In a thinly disguised move to accommodate ABC-TV, the International Olympic Committee changed the rules and is now allowing three teams from each of the two hockey tournament pools into the medal round.

That, of course, will greatly enhance the chances of Team USA to advance, even if it should lose games to the Soviet Union and Czechoslovakia, which are in the same pool. West Germany is the biggest threat to keep the Americans out of the medal round, but the guess is that Team USA will wind up with a shot at the bronze.

Despite their goaltending problems, the Soviets still must rate as favorites. Sweden won the world championship last season but lost several top players to the National Hockey League. Czechoslovakia has an outstanding goalie in Dominik Hasek and beat Team Canada in the Izvestia Cup in Moscow in December, but the Czechs’ depth is suspect.

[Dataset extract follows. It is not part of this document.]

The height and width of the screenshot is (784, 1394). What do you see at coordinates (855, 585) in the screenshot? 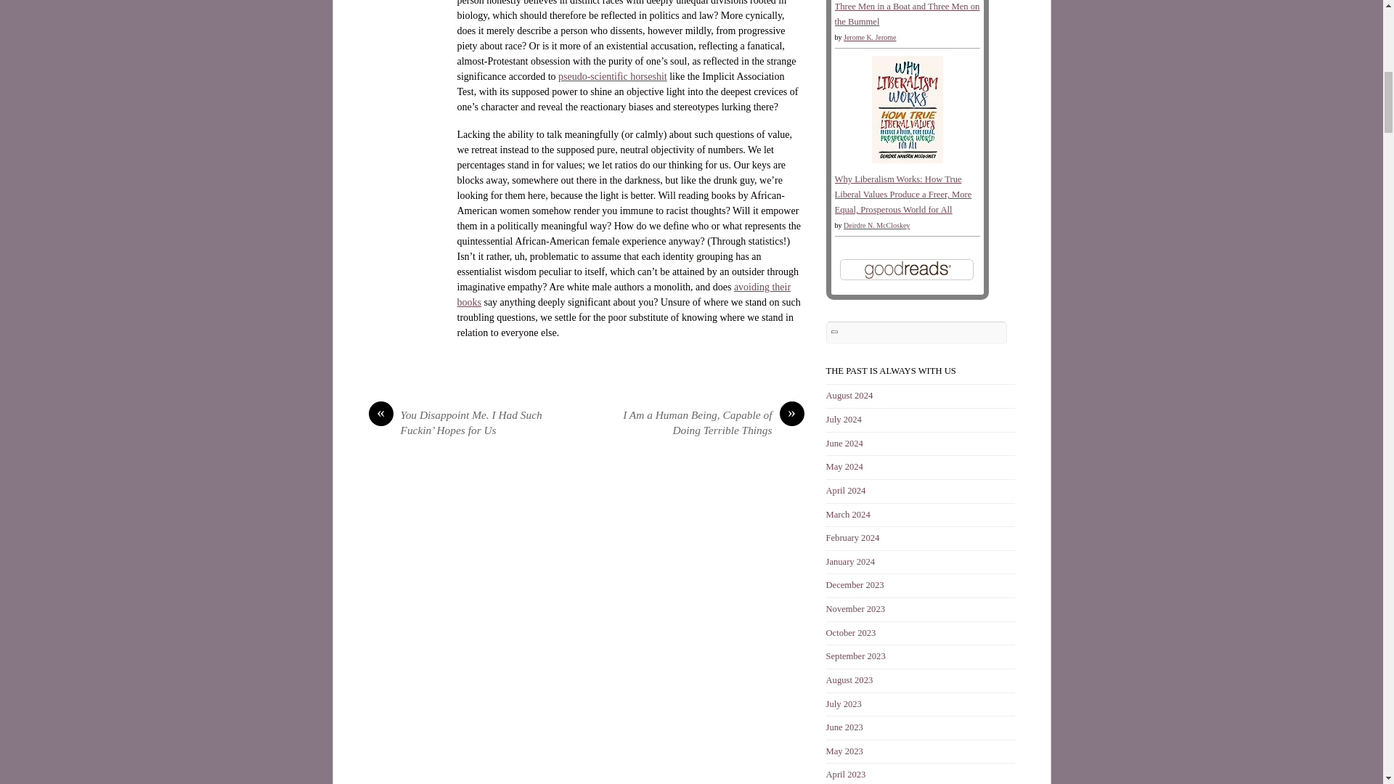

Team Canada may pose the greatest challenge to the Soviets. The goaltending of Sean Burke and Andy Moog is superb, Coach Dave King understands the cautious style of play necessary to frustrate the Soviets, keeping four skaters back and forcing the Soviets to the outside, and the Canadians’ defensive corps--anchored by former Edmonton Oiler Randy Gregg--is solid. On home ice, Team Canada may be formidable enough to win a gold.